Full Text (529  words)

Will Economy

Lose Support

From Abroad?

As the economy reels from the busted housing bubble, questions loom about whether overseas investors' hunger for U.S. assets will weaken.

For years, the U.S. has run a steep trade deficit with the rest of the world. The so-called current-account balance, broadly speaking, measures the difference between goods and services imported and exported.

The scale has lurched toward the import side of the equation for the U.S., which means the country has been consuming more than it has been saving. Foreign purchases of U.S. assets such as Treasurys have helped finance that spending. This imbalance has inspired all sorts of doomsday forecasts about economic meltdowns and foreign investors dumping dollars and Treasury bonds.

If such scenarios have any merit, today's economic turmoil could test them.

Economists have wrangled for years about what created the current- account deficit -- a spendthrift U.S. consumer and government are favored targets, with productivity and out-of-kilter currency-exchange rates thrown in. Economists love even more to speculate about what could turn it around.

Some unwinding already has taken place. After expanding for more than a decade, the current-account balance started narrowing about two years ago. The deficit contracted to 5.1% of gross domestic product in last year's third quarter, from the record 6.8% in the fourth quarter of 2005.

Credit the weak dollar, which helped raise demand for U.S. goods and services overseas, and made imports more costly. The deficit needs to contract further to restore harmony to global trade. Consumer spending could be the next domino to fall.

As the disappointing holiday sales season showed, the American consumer isn't in fine fettle. Trouble is, consumer spending is the backbone of the U.S. economy, representing about 70% of output. If Americans tighten their belts too much, it could trigger a recession that spreads overseas. The result: a vicious cycle in which foreign spending on U.S. goods falls, making the recession even deeper. If overseas investors get too jumpy about the U.S. economy, their appetite for U.S. assets could dwindle.

Some think consumers in fast-growing countries such as China and India can offset a U.S. slowdown. Morgan Stanley's Stephen Roach says it is folly to believe a recession in the U.S. won't ruffle foreign feathers. He estimates that American consumers spent $9.5 trillion in 2007, compared with $1 trillion in China and $650 billion in India.

For now, foreign investors don't seem to be tiring of U.S. assets. The Treasury Department said last week that net foreign-capital inflows into the U.S. in November rose to the highest level in nearly two years. Government investment funds, also known as sovereign wealth funds, are tripping over themselves to snap up stakes in beleaguered American financials.

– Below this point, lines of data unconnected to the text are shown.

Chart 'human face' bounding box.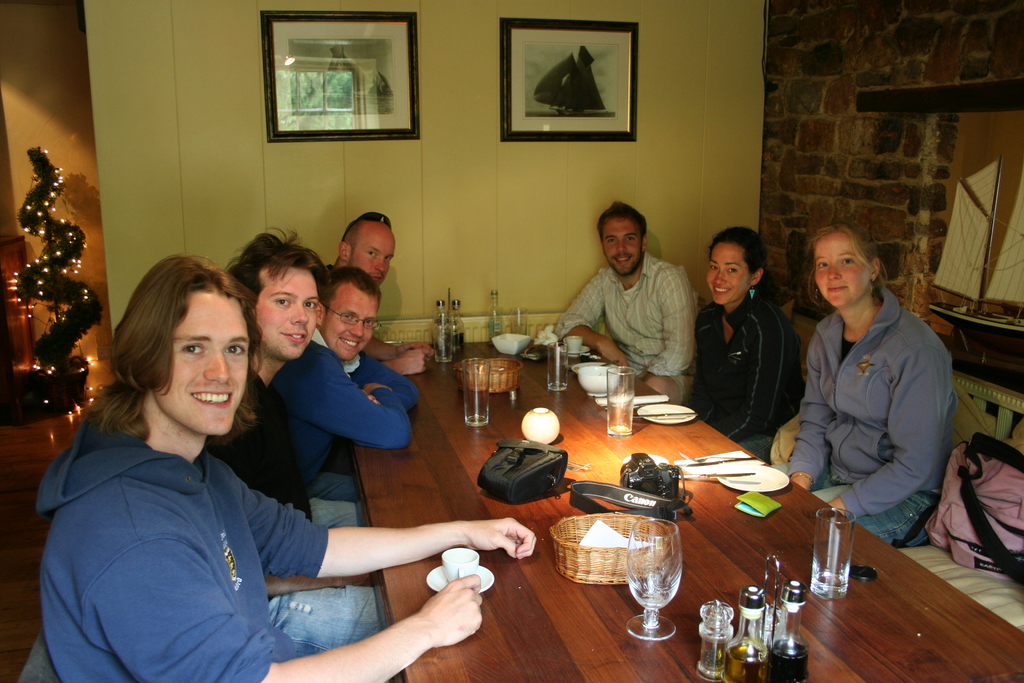
Charted: x1=701, y1=239, x2=748, y2=300.
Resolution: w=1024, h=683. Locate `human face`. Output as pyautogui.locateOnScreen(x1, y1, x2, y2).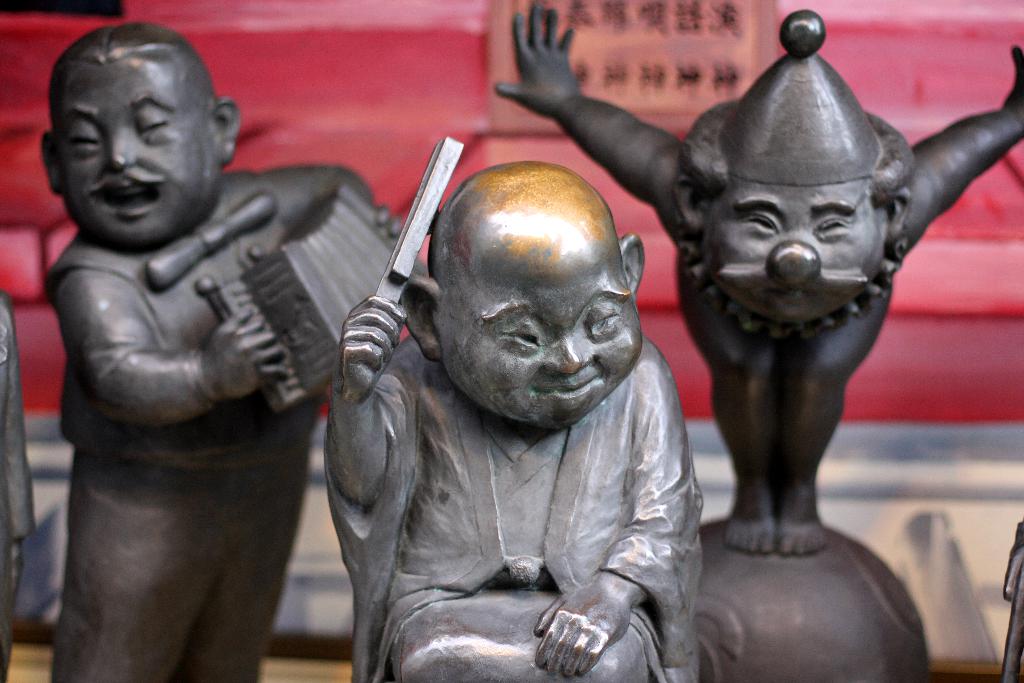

Still, there is little question that the American consumer is cutting back. Few know for certain how the process will play out, which is one reason investors are so jittery these days.

"The big macro issue for this decade is what the U.S. current- account adjustment will look like," says Lou Crandall, chief economist at Wrightson ICAP. "Any adjustment will require an adjustment in consumer spending, the question is will it be orderly?"